Montana veterans struggle with long wait times for health care

KECI

We’re following up after the U.S. Veterans Affairs secretary this week compared veterans’ wait times for health care to waiting in line for rides at Disneyland.

One veteran in Superior has been waiting almost a year to find out what’s wrong.

At his quiet Superior home, Tony Lapinski walks to his job filled with motorbikes he renovates and repairs.

“It’s just for fun,” he said.  But these days, the bikes are covered in dust — there’s no one to fix Lapinski.

“I’ve got a partially herniated disc and a cracked end plate,” Lapinski said.

It’s been a long road from top honors in the Air Force.  In the service, he was an “eagle keeper,” the name for an F-15 fighter jet mechanic.  He cannot forget the promise of health care when he enlisted.

“If push comes to shove,” Lapinski said as he remembered his recruiter’s pitch, “you can always walk into a VA facility and get done whatever needs to be done.  It’s part of how they sold the whole bit.”

It has not worked out that way.  He has a briefcase packed with medical records.  He logs every call to the VA and to Veterans Choice.

“My first call to the VA was July 8, 2015,” he remembers.  “When I first saw a VA doctor was on January 13, 2016.  That’s a six-month wait between when I called and when I was able to step in the little clinic in Missoula.”

Another six months and still no diagnosis for growths on his spine and his liver.  No fix for his severe pain. The painkillers don’t cut it.  It’s difficult to focus to talk and even more difficult to sit for an interview.

He worked as a sheriff’s deputy for years. He can’t anymore. Some days, when the pain is bad and the meds are too much, he can barely write in his journal.

He read a section from a bad day.  “Did I mention that I am expected to act normal, whatever that is anymore, and nurture my family and friends while I am in this state?”

Lapinski says he has no income.  He has no disability, yet, and his Medicaid doesn’t exist. But he does have a simple message for the VA.

“I’d rather have the VA say, you can only get VA care if you put in a full 20,” he said.  “Or you can get levels of it, but here’s a card just like any other insurance plan.  You don’t have to spend months to get into a VA clinic. If they can do it for all these senior citizens and people on low income, why can’t they put that inside a veteran’s wallet?”

U.S. Sen. Jon Tester is trying to get the VA to fix problems with Veterans Choice. The program is supposed to help veterans in rural areas like Montana.  Its aim is to eliminate waiting times and help rural vets see private health providers. Tester’s bill would let patients bypass the Choice program and have the VA schedule their appointment.

“A lot of folks live more than 40 miles away from a VA facility, and if they’ve been trying to get an appointment for 30 days and they haven’t been able to, this will automatically put them into this program.  And I think it’s going to make the program better,” Tester said.

For now, Lapinski finds the simplest chores to be tough.  But it’s the waiting that’s most difficult, waiting and wondering if he’ll get help.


The entries below are to be reproduced in full, exactly as written.

Saved data entries
Segment Open

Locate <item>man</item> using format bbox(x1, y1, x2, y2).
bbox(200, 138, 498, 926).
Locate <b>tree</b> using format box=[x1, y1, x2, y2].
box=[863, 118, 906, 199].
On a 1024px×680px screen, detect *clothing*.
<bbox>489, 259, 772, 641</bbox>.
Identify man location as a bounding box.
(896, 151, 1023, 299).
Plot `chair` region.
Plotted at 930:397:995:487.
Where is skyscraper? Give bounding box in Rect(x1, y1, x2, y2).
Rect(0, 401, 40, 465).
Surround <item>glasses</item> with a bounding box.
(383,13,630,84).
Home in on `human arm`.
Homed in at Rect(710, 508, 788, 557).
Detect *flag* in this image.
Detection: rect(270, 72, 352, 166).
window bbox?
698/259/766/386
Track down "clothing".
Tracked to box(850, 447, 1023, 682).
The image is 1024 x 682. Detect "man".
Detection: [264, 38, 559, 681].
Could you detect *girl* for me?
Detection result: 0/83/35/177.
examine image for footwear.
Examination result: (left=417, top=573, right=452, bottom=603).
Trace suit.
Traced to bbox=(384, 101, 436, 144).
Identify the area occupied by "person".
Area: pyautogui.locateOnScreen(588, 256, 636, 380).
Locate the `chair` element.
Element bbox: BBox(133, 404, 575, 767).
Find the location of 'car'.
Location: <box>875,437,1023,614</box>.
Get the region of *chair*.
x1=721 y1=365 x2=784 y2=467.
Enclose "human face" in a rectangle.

Segment Closed

- Expected answer -
Locate <item>man</item> using format bbox(x1, y1, x2, y2).
bbox(200, 138, 498, 926).
Locate <b>tree</b> using format box=[x1, y1, x2, y2].
box=[863, 118, 906, 199].
On a 1024px×680px screen, detect *clothing*.
<bbox>489, 259, 772, 641</bbox>.
Identify man location as a bounding box.
(896, 151, 1023, 299).
Plot `chair` region.
Plotted at 930:397:995:487.
Where is skyscraper? Give bounding box in Rect(x1, y1, x2, y2).
Rect(0, 401, 40, 465).
Surround <item>glasses</item> with a bounding box.
(383,13,630,84).
Home in on `human arm`.
Homed in at Rect(710, 508, 788, 557).
Detect *flag* in this image.
Detection: rect(270, 72, 352, 166).
window bbox?
698/259/766/386
Track down "clothing".
Tracked to box(850, 447, 1023, 682).
The image is 1024 x 682. Detect "man".
Detection: [264, 38, 559, 681].
Could you detect *girl* for me?
Detection result: 0/83/35/177.
examine image for footwear.
Examination result: (left=417, top=573, right=452, bottom=603).
Trace suit.
Traced to bbox=(384, 101, 436, 144).
Identify the area occupied by "person".
Area: pyautogui.locateOnScreen(588, 256, 636, 380).
Locate the `chair` element.
Element bbox: BBox(133, 404, 575, 767).
Find the location of 'car'.
Location: <box>875,437,1023,614</box>.
Get the region of *chair*.
x1=721 y1=365 x2=784 y2=467.
Enclose "human face" in a rectangle.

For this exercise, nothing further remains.